Breaking even in China - Marc van der Chijs
China: a tough IT market via Wikipedia
Becoming a successful IT entrepreneur in China, like Marc van der Chijs of the Spil Group Asia, is not easy as many US giants like Yahoo, Google and eBay had a rough time at the hands of the domestic competitors. But Van der Chijs made the grade, first with video sharing host Tudou.com and now as the CEO of a gaming company. He tells in an upcoming book, reproduced in Alibaba.comHe tells about joining his latest company:
“I figured, they know about games and I know something about China, so we might just be able to make it work,” said Van der Chijs. He and the Dutch company set up Spil Game Asia in Shanghai in January 2006.Commercial
He worked part-time on Spil Games Asia at first, continuing to run his trading business and help oversee Tudou. But the gaming company’s prospects were so bright that he soon took it on full time.
“Now, we have 75 staff in total, two websites and about 32 million visitors monthly,” said Van der Chijs in late 2008. “Our traffic is about 40 percent of Tudou’s.”
Almost all of Van der Chijs’s staff are local Chinese – people he hired not for their English skills but for their business acumen. “Many foreigners judge their staff by their ability to speak English and they promote the wrong people as a result.”
By the end of 2008, Spil Games Asia was already breaking even. Its revenue came from advertising, which Van der Chijs used for marketing the sites and to attract more users.
Marc van der Chijs by Fantake via Flickr
Marc van der Chijs is also a speaker at the China Speakers Bureau. Do you want him at your conference or meeting? Do get in touch.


TASK OBJECTIVE - Take from the material every line that contains the word "image".

MATERIAL FOR THIS EXERCISE -
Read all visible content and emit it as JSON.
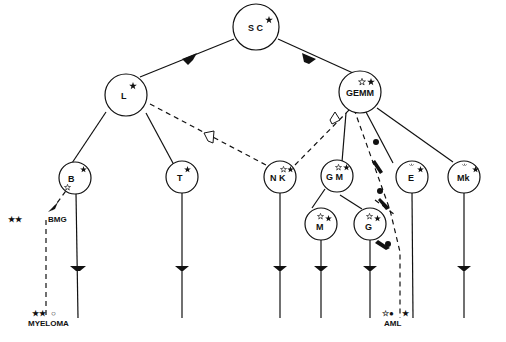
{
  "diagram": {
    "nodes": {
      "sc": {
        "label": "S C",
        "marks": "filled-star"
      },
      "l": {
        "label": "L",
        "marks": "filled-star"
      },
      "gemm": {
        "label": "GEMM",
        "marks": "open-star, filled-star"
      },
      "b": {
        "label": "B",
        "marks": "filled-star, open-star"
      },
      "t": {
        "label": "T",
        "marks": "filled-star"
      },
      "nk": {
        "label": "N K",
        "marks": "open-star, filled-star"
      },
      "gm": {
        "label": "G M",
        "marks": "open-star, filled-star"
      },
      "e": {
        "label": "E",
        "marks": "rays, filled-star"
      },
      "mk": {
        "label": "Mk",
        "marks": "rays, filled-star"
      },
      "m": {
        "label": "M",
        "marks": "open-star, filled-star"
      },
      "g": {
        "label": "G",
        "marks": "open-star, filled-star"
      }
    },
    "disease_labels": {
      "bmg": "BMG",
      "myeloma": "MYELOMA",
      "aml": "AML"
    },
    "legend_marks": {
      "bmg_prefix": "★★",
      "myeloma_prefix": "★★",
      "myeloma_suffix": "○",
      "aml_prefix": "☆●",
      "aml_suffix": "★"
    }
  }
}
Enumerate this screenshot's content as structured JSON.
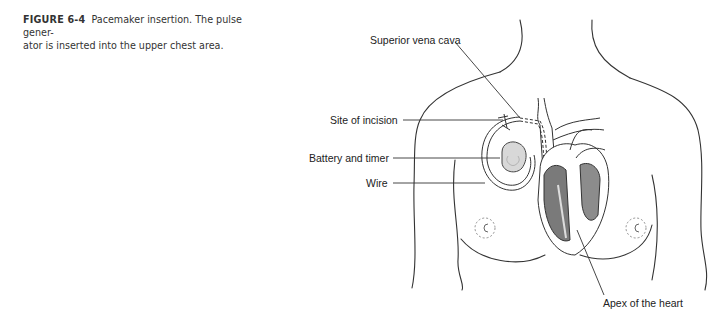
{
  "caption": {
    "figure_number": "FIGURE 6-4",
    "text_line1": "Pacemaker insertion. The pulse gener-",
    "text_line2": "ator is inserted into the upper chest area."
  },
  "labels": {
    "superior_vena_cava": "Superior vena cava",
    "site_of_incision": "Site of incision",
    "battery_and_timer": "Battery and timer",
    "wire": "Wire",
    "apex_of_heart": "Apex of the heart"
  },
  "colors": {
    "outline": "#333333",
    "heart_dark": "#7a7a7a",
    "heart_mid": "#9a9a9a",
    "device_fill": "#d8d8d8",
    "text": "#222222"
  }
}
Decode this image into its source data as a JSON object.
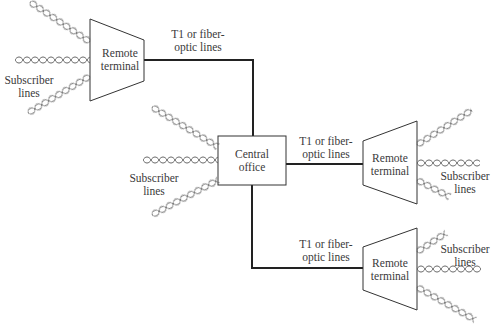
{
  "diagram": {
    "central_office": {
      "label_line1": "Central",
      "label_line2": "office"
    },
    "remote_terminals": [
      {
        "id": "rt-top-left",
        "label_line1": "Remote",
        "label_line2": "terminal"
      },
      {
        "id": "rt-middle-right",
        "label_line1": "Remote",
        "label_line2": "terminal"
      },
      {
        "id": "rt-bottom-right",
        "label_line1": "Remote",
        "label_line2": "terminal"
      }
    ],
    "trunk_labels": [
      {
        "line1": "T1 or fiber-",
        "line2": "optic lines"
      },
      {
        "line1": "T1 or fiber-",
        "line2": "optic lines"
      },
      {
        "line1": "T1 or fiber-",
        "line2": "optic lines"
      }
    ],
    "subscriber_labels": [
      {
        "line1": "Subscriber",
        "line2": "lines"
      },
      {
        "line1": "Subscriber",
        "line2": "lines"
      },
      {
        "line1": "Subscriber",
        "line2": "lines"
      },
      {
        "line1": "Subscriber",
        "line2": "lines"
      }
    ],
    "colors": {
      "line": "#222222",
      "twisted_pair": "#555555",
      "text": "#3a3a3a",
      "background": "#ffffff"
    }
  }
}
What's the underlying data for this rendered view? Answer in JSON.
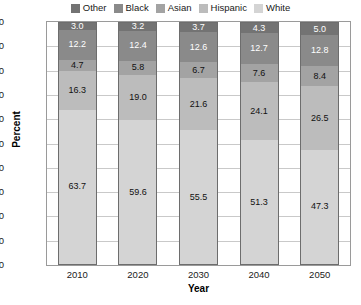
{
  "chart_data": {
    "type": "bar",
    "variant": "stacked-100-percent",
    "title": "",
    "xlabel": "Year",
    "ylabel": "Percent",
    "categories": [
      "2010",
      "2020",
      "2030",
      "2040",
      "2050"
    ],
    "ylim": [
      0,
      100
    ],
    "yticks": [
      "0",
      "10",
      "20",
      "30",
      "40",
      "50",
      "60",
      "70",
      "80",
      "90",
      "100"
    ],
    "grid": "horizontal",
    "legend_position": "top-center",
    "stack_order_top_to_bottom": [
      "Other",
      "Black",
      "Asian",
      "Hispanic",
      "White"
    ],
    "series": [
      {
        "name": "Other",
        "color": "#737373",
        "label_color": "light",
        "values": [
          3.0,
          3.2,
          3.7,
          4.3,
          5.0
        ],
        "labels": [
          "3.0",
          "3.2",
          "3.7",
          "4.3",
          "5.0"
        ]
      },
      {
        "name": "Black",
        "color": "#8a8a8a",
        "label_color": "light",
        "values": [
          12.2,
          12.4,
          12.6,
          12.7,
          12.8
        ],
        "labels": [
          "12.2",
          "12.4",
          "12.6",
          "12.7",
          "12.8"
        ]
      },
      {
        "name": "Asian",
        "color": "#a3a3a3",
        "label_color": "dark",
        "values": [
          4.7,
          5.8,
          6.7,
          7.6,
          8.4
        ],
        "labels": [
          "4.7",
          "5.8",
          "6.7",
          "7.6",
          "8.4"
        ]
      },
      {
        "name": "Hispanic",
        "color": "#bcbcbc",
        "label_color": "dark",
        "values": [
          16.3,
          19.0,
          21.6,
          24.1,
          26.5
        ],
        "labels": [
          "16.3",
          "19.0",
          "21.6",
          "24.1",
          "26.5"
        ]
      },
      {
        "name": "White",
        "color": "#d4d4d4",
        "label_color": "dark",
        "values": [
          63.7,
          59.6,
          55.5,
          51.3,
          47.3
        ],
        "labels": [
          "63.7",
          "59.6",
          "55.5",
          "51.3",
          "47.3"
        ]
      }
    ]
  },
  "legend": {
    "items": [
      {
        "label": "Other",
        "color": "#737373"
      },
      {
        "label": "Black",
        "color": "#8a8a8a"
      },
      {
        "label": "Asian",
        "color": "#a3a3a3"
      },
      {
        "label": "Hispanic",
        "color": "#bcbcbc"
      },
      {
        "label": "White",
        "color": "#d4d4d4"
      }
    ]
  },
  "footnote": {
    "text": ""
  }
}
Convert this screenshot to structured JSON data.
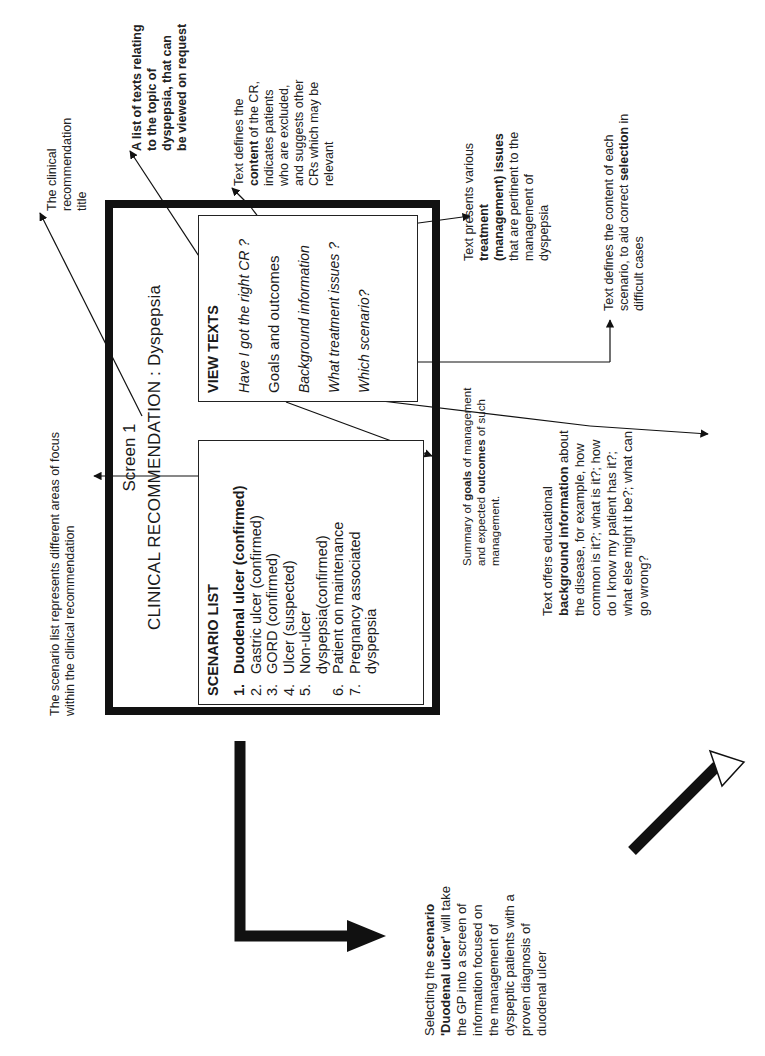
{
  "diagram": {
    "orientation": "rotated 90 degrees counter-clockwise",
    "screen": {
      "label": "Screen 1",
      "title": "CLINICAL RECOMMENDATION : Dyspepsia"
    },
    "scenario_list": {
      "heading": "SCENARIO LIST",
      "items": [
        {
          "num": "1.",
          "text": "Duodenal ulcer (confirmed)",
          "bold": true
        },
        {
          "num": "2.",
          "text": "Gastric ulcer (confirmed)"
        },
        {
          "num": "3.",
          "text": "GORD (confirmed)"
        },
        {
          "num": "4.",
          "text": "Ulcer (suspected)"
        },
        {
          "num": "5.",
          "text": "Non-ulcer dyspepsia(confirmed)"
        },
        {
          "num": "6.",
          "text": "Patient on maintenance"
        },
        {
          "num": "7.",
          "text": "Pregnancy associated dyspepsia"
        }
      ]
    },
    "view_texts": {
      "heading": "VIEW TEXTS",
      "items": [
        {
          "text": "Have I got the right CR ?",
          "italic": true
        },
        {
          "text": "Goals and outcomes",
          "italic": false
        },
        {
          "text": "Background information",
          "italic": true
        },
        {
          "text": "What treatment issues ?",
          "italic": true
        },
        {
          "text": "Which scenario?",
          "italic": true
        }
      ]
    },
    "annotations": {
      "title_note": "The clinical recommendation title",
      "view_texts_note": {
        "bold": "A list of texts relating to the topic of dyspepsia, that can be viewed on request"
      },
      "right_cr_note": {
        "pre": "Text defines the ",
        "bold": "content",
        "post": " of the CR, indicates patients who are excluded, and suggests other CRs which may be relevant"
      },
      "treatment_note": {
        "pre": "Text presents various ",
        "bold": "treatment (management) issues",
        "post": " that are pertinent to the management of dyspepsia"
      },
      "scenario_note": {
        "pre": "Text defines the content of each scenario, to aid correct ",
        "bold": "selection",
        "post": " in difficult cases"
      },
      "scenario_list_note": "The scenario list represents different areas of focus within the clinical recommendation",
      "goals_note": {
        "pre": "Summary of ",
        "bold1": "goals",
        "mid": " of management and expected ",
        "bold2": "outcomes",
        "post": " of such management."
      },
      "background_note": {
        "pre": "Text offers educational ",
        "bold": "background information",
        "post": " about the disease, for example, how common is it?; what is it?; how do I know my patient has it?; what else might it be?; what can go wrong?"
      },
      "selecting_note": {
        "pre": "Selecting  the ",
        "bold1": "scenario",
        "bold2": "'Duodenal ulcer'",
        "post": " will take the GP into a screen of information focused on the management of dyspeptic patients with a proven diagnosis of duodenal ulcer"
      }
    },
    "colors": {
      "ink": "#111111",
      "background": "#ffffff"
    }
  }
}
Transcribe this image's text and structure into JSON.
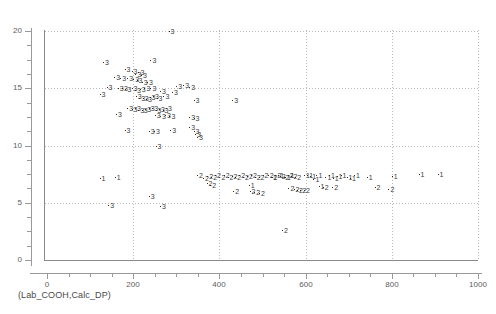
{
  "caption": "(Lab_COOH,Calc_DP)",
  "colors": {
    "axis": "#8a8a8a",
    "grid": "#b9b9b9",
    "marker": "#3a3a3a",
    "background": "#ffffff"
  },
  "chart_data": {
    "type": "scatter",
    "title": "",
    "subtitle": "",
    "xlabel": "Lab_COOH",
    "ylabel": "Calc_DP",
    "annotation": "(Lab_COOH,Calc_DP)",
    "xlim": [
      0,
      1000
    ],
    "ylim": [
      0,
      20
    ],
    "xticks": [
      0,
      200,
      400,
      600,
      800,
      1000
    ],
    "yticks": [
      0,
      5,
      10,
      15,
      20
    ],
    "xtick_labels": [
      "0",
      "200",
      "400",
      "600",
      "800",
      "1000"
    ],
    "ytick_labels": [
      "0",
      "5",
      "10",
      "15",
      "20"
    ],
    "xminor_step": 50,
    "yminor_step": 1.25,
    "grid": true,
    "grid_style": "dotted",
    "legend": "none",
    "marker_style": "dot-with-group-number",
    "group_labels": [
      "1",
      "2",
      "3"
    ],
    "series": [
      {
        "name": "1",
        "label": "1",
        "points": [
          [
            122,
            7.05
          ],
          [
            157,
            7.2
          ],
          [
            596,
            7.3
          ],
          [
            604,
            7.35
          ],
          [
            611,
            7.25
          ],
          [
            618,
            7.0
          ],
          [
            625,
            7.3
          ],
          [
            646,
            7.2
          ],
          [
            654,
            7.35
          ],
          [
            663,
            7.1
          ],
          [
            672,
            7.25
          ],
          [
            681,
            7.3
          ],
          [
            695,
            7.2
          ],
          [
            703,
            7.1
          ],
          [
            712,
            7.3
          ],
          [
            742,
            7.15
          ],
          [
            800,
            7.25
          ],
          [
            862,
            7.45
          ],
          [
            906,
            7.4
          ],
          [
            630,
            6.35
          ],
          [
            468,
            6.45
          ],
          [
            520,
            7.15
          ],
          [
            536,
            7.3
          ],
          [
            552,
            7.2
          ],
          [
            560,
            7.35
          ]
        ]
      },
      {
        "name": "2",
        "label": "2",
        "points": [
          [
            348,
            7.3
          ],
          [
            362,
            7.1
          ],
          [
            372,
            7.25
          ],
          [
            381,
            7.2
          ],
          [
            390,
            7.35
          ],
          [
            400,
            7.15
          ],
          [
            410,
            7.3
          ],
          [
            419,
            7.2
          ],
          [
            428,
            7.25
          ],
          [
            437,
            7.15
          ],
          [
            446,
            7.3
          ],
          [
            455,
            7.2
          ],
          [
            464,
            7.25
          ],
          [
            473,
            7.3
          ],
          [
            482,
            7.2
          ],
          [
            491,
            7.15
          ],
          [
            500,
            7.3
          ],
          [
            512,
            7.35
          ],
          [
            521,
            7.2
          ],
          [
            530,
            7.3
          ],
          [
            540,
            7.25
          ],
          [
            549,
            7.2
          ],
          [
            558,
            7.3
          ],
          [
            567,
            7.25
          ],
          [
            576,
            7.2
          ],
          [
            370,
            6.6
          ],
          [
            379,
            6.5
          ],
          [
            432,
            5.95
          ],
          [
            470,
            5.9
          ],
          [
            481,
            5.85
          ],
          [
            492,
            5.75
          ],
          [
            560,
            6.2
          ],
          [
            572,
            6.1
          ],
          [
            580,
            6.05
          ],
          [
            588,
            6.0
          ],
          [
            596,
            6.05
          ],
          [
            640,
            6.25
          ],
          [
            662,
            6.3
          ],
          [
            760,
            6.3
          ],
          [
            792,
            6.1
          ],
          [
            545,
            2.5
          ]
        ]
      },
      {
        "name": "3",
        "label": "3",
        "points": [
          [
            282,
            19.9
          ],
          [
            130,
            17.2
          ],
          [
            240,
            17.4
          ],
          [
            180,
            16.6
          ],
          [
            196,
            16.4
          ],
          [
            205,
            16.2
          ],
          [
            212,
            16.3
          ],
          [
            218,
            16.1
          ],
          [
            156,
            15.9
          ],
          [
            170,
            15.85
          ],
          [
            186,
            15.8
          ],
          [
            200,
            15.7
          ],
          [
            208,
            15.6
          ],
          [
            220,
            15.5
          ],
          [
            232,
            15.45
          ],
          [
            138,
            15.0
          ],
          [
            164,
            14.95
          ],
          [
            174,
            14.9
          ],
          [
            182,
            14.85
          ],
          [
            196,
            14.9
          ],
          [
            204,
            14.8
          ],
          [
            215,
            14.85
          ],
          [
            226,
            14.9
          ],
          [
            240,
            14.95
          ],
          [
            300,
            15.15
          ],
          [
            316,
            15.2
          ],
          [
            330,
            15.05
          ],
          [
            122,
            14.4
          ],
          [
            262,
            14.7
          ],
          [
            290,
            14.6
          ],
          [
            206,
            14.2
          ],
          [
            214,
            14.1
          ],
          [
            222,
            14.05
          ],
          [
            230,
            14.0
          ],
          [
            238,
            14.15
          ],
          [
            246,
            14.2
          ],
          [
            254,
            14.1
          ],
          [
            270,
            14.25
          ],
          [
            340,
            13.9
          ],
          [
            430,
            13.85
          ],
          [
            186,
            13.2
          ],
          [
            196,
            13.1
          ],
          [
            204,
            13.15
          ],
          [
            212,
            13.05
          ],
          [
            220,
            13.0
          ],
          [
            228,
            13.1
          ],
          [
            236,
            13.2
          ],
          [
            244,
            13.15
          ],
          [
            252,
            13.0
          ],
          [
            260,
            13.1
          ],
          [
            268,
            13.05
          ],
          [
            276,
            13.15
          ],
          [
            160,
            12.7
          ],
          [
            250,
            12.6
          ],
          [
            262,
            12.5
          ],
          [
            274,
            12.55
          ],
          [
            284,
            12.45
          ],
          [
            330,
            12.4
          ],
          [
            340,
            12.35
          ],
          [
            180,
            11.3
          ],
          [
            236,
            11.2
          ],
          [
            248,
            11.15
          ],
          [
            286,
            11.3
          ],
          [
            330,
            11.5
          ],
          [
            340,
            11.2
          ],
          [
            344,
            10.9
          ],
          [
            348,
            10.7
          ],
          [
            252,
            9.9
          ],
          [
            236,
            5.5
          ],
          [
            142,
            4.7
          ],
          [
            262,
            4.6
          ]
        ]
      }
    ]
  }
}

FINAL ANSWER -
Decode this image into its source data as a JSON object.
Transcribe this image's text and structure into JSON.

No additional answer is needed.